1982-1983 El Niño: The worst there ever was


Dark red shows the drastic rise in degrees Celcius of sea surface temperatures during the 1982-1983 El Niño. Courtesy of the Center for Climate Analysis.
The 1982-1983 El Niño was the strongest and most devastating of the century, perhaps the worst in recorded history. During that period, trade winds not only collapsed--they reversed. Its effects were long lasting as well. Twelve years later, a wave of warm water from the 1982 El Niño lived on (in 1994, it measured only eight inches high and traveled about five miles an hour).

It caused weather-related disasters on almost every continent. Australia, Africa and Indonesia suffered droughts, dust storms, and brush fires. Peru was hit with the heaviest rainfall in recorded history--11 feet in areas where 6 inches was the norm. Some rivers carried 1,000 times their normal flow.

The event was blamed for between 1,300 and 2,000 deaths and more than $13 billion in damage to property and livelihoods. During this period, the thermocline off the South American coast dropped to about 500 feet. On September 24, in just 24 hours, sea-surface temperatures along the coastal village of Paita, Peru shot up 7.2 degrees F.

There were also secondary problems caused by the 1982-1983 El Niño: encephalitis outbreaks on the east coast of the U.S., attributed to a warm, wet spring--perfect for mosquitoes; increased snake bites in Montana, as the hot, dry weather drove mice from high elevations downward in search of food and water--the rattlesnakes followed; a rise in bubonic plague in New Mexico, with a cool, wet spring providing favorable conditions for flea-ridden rodents; an increase in shark attacks off the Oregon coast, due to unseasonably warm sea temperatures; and a rash of spine injuries in California, as weather-altered coastal sea floors fooled surfers.

Some meteorologists have tied El Niño to above-normal temperatures recorded in Alaska and northwestern Canada--and a reduction in the salmon harvest. In the eastern U.S., it was the warmest winter in 25 years.

And perhaps the most striking effect of the 1982-1983 El Niño was recorded by David Salstein and Richard Rosten of Atmospheric and Environmental Research, Inc. in Cambridge, Massachusetts. They found that the angular momentum of Earth shifted slightly as a result of changes in the normal pattern of the jet stream and trade winds. In late January, at El Niño's peak, the day length stretched by 0.2 milliseconds.

(Compiled with help from "Solving the Puzzle of El Niño" by Robert Gannon published in the September, 1986 issue of Popular Science.)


Every picture stays out; everything else in the listing below is to be returned exactly.

### EXERCISE INPUTS

● ● ● ● ● ● ●

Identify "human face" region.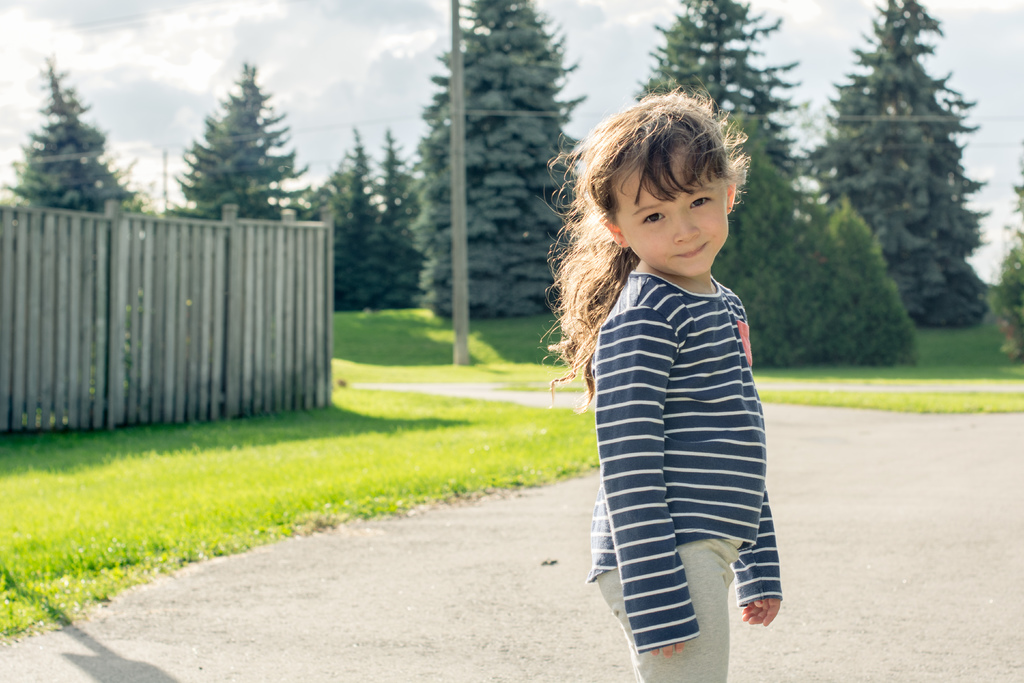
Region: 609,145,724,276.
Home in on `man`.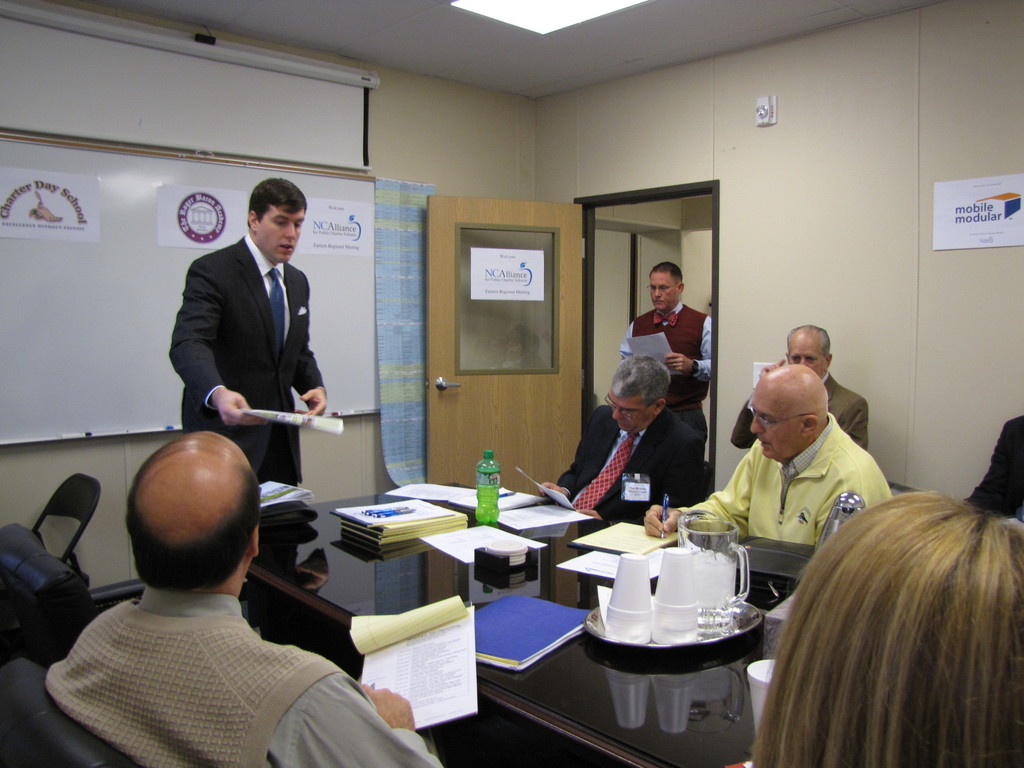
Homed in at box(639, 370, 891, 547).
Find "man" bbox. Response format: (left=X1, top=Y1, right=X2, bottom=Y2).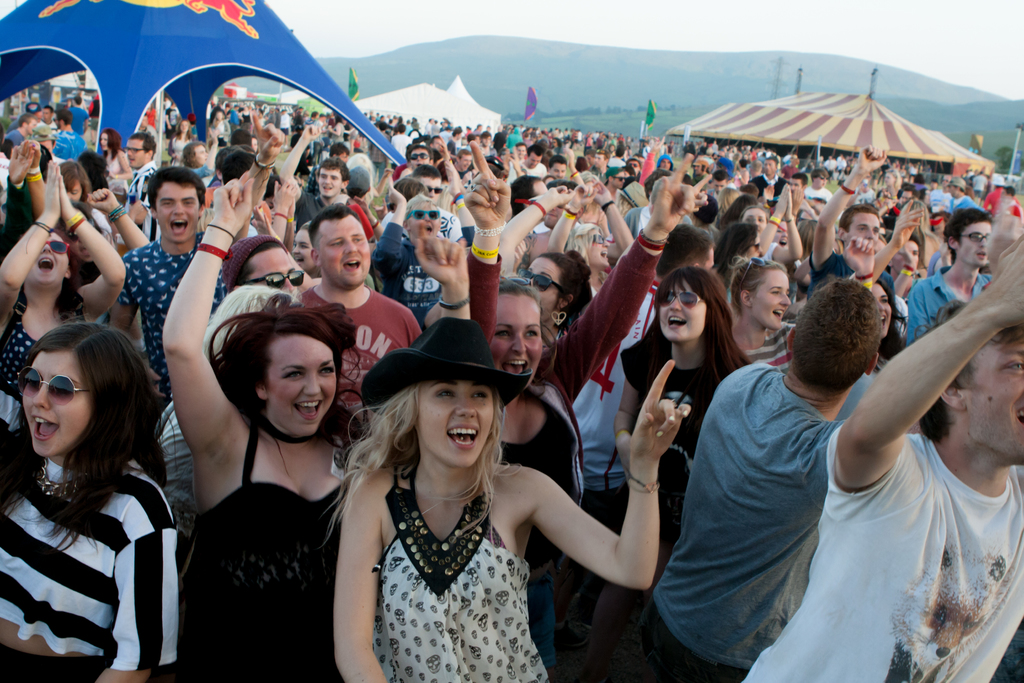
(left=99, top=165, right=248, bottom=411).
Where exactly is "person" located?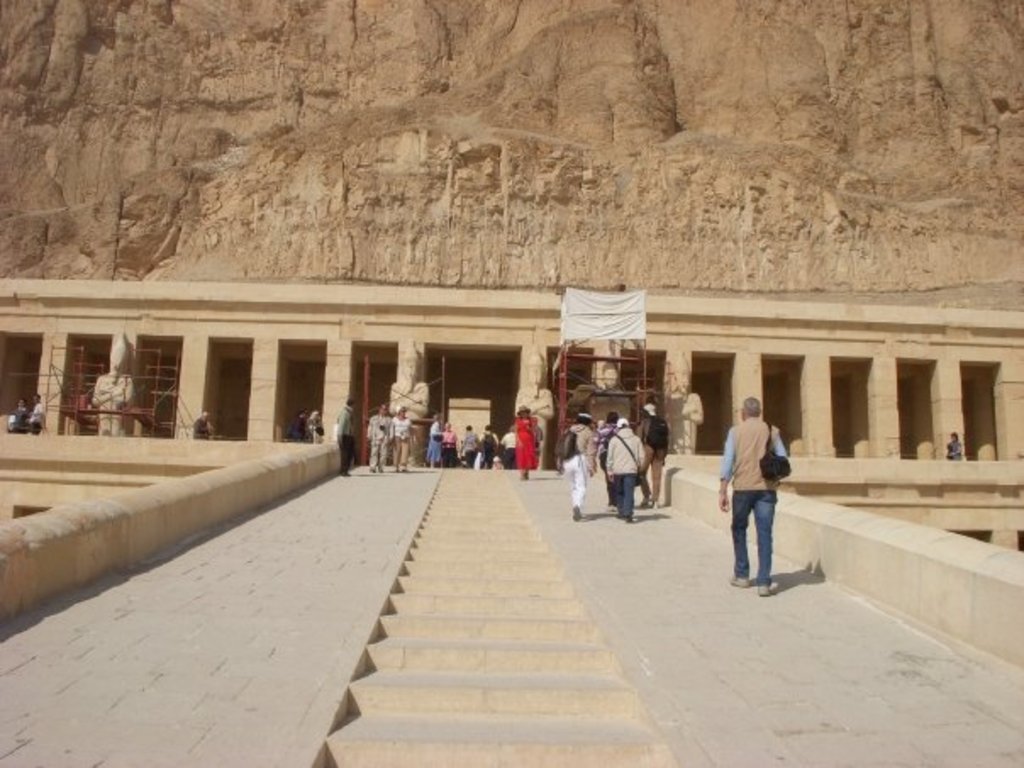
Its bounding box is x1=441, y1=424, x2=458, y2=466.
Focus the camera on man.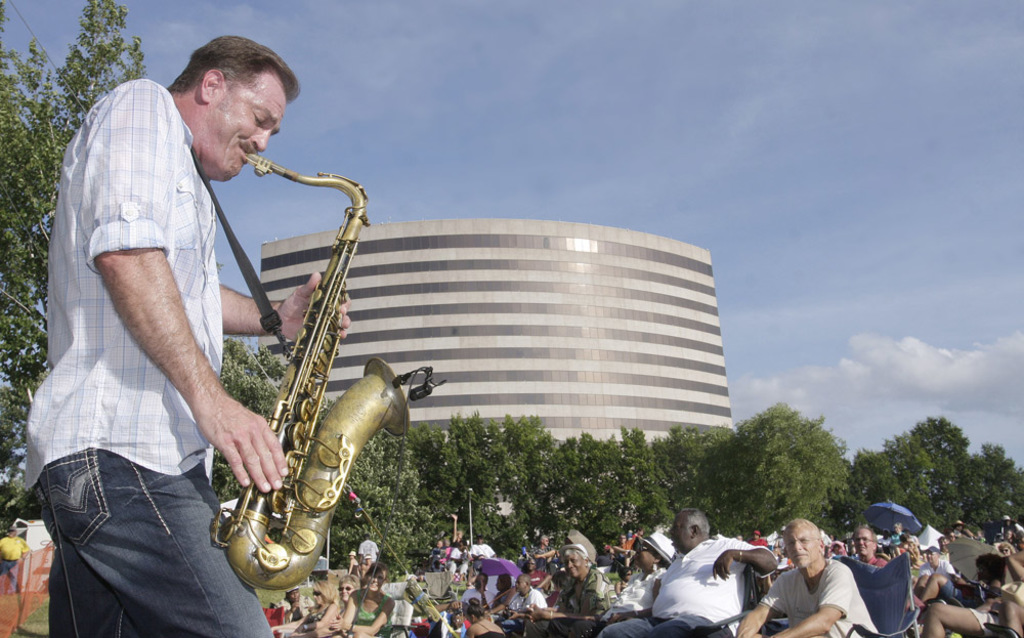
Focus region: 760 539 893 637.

● ● ● ● ● ● ●

### TASK RESPONSE
Identify "human face" region.
Region: 609,145,724,276.
Home in on `man`.
Homed in at box(639, 370, 891, 547).
Find "man" bbox. Response format: (left=X1, top=Y1, right=X2, bottom=Y2).
(left=99, top=165, right=248, bottom=411).
Where exactly is "person" located?
Its bounding box is x1=441, y1=424, x2=458, y2=466.
Focus the camera on man.
Focus region: 760 539 893 637.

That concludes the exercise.